Adam Sharp @adamsharp Sep 07 13:32
@cheerfulstoic — No delay at all! <24 hours for a free product is lightning service! Feel better too knowing the answer isn't "here's the stupid mistake you made." Thank you.
Yeah, I had hoped the inheritance on ActiveRel
would be like that on ActiveNode
where subclassed items are part of .all at each level. I have some instances in my project where I can do the direct approach, but one or two spots where I need other properties and logic in the relationship.
I also considered two other approaches:
1) Having just HasAccount but with a role property. But I had trouble figuring out the simplest way to write an owns method for the parent node that would be something like:
def owns
self.accounts.(SOME LOGIC FOR role == 'owner' IN THE REL)
end
Also was unsure how to change the role after set, and wondered if performance-wise separate rels would be better.
2) Refactoring all the logic into an intermediate ActiveNode type, i.e. AccountRole in this example , which I could subclass such that an OwnerRole < AccountRole node would be included in either scope. Then key bits of my models would be:
class AccountRole
include Neo4j::ActiveRel
from_class :User
to_class :Account
def account
self.to_node
end
end
class OwnerRole < AccountRole
end
class User
include Neo4j::ActiveNode
include Neo4j::Timestamps
has_many :out, :has_account_roles, rel_class: :AccountRole
has_many :out, :has_owner_roles, rel_class: :OwnerRole
def accounts
self.has_account_roles.map{ |role| role.account }
end
def owns
self. has_owner_role.map{ |role| role.account }
end
end
Leaning toward #2 right now, but very keen for your take.
Thanks again!
Brian Underwood @cheerfulstoic Sep 07 20:29
@adamsharp Actually, it should be pretty easy to do #1 with something like self.accounts.rel_where(role: ‘owner)
The owns method would then still return a QueryProxy representing Account nodes which you could filter further or chain associations off of. You could also have a class method with the same name on User implemented with all (like self.accounts.rel_where(role: ‘owner)) which would allow you to chain like User.all.owns or Something.users.owns, etc...
Adam Sharp @adamsharp Sep 07 21:44
Awesome. Thanks @cheerfulstoic! Will give that a try. What's the easiest way to change a rel property? (Ie from owner to manager)?
Brian Underwood @cheerfulstoic Sep 07 21:57
If you have an ActiveRel object you could just say rel.role = ‘owner’; rel.save / rel.update(role: ‘owner’). Otherwise you’d use Cypher or Ruby APIs like user.owns(:node, :rel).where(id: account.id).query.set(rel: {role: ‘owner’}).exec (obviously that’s more verbose, but that syntax can be useful if you’re updating more than one)
Adam Sharp @adamsharp 13:48
Thank you @cheerfulstoic. Yeah, it was trying to construct the latter and generally figuring out clean ways of accessing the relevant object that tied me in knots on that front. Will go this route. Thanks for the help! Been a SQL guy my whole career. This is fun.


§ **Goal of the exercise**
Check every line of the records below for the string "bounding" and copy the ones that have it.

==== Data ====

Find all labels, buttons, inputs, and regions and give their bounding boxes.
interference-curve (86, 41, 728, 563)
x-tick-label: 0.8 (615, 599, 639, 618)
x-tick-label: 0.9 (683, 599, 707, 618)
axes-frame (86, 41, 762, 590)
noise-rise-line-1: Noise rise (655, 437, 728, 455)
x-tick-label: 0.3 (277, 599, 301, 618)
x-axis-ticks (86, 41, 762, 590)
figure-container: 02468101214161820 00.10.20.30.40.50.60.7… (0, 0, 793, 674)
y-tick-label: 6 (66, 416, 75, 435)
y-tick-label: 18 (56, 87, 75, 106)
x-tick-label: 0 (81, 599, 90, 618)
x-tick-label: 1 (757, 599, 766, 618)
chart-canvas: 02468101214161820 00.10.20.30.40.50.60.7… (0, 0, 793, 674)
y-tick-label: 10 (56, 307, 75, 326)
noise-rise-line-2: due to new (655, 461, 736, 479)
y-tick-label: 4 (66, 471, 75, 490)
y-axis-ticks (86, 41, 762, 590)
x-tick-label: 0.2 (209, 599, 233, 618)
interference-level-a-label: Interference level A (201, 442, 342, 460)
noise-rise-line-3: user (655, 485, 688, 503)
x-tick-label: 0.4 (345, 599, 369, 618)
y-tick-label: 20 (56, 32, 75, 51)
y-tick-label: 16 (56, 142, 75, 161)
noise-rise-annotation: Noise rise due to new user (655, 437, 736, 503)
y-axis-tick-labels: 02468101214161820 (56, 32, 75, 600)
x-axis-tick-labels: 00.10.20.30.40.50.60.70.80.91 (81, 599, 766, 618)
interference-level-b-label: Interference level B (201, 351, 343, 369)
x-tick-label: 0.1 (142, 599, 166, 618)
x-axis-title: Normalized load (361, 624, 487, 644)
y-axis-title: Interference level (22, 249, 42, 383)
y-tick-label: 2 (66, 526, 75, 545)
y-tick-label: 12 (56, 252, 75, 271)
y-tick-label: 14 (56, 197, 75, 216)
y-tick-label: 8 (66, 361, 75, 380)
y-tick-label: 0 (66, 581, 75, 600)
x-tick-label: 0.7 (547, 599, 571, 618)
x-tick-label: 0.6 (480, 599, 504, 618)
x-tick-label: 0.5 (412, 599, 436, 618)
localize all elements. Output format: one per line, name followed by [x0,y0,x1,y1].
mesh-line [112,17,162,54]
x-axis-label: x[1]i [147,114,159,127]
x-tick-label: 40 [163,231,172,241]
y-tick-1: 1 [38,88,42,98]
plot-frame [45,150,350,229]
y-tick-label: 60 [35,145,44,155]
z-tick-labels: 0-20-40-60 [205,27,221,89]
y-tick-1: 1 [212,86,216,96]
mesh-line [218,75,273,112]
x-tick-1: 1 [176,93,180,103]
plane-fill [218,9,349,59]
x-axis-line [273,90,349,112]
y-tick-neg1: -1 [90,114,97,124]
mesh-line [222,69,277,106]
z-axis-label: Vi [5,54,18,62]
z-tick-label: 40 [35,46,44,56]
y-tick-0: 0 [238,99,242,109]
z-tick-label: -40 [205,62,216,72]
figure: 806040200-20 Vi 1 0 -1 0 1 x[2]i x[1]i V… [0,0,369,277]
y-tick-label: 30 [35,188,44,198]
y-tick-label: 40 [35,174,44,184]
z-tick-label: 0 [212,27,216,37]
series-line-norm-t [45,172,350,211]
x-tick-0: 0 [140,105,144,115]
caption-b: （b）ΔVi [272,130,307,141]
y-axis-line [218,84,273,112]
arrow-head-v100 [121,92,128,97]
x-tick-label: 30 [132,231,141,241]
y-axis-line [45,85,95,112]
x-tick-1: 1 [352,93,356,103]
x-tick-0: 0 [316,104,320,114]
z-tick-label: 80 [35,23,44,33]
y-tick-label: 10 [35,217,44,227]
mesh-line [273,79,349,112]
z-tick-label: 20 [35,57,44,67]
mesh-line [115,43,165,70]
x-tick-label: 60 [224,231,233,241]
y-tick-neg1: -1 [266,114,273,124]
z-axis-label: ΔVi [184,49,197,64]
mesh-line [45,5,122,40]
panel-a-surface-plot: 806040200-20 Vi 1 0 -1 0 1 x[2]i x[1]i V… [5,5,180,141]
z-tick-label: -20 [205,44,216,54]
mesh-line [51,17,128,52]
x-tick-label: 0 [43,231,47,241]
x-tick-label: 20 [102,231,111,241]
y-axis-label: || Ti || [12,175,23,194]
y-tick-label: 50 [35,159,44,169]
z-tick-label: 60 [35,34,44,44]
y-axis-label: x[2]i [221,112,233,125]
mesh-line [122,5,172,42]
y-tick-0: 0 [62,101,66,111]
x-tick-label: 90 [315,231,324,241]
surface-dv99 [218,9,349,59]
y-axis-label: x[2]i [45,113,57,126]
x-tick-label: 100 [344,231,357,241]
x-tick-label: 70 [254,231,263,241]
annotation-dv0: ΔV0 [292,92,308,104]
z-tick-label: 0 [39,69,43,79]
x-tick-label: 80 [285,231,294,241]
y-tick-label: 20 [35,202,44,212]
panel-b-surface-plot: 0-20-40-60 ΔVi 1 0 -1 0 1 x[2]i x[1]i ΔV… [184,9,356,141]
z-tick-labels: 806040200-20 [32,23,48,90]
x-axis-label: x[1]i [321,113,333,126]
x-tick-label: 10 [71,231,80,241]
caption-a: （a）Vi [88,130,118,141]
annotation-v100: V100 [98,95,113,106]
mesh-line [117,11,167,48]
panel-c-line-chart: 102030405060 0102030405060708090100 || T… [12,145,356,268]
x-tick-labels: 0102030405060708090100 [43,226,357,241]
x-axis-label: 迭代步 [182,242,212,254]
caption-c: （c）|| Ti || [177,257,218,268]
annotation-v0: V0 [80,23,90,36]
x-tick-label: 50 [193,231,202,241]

====
==== Data ====

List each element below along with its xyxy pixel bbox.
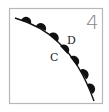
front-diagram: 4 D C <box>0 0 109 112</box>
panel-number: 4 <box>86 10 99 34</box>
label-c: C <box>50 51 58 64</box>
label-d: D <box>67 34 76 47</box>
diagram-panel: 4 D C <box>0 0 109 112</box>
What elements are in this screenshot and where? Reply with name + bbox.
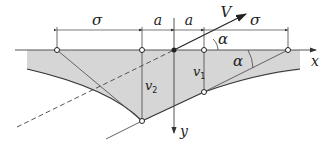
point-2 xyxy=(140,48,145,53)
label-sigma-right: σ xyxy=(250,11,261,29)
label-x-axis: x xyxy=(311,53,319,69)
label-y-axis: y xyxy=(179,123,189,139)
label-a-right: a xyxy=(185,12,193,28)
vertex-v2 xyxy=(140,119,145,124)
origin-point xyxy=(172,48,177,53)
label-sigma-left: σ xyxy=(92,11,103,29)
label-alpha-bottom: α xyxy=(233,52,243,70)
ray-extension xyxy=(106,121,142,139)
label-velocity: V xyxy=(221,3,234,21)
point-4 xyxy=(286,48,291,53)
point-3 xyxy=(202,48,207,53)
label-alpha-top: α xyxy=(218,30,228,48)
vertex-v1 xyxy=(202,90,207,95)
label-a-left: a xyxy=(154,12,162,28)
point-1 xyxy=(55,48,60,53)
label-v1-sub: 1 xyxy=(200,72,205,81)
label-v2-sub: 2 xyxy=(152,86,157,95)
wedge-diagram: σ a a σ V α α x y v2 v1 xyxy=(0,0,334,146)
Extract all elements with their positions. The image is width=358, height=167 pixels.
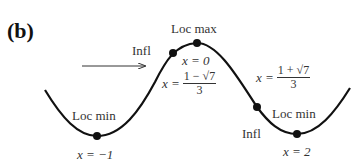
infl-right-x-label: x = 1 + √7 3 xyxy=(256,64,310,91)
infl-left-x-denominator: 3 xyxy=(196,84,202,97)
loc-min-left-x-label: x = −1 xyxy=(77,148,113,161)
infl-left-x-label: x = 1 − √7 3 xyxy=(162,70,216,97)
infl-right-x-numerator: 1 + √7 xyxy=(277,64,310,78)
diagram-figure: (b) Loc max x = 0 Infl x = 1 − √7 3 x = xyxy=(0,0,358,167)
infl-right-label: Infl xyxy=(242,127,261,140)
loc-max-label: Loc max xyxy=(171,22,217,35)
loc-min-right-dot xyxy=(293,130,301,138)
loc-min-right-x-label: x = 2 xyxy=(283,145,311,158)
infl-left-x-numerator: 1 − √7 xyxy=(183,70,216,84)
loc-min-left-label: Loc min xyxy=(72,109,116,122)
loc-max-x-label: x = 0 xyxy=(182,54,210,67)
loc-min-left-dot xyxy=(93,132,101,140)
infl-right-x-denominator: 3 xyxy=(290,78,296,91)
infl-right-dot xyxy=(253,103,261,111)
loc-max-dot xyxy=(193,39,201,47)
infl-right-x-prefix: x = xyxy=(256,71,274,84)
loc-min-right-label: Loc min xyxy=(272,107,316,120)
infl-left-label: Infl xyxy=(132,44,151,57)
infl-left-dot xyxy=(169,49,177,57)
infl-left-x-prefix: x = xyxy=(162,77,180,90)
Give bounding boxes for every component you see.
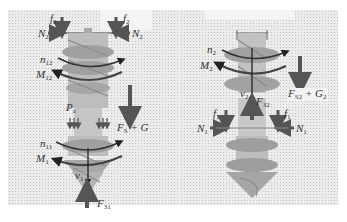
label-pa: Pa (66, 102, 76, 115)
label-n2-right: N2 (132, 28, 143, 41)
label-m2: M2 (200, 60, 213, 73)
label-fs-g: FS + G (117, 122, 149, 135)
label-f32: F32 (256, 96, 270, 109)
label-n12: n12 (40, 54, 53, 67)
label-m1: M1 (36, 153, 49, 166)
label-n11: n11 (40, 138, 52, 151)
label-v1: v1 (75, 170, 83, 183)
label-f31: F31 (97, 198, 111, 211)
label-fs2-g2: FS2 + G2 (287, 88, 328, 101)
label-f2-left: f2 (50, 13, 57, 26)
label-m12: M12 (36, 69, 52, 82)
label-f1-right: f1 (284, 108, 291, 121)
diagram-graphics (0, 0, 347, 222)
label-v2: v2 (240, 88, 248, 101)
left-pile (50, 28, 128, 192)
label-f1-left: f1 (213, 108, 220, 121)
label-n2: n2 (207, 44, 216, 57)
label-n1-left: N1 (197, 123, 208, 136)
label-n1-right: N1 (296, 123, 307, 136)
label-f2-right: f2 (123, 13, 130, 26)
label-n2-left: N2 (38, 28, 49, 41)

====

§ **Your response**
Find all labels, buttons, inputs, and regions and give their bounding boxes.
Give bounding boxes for every component you see.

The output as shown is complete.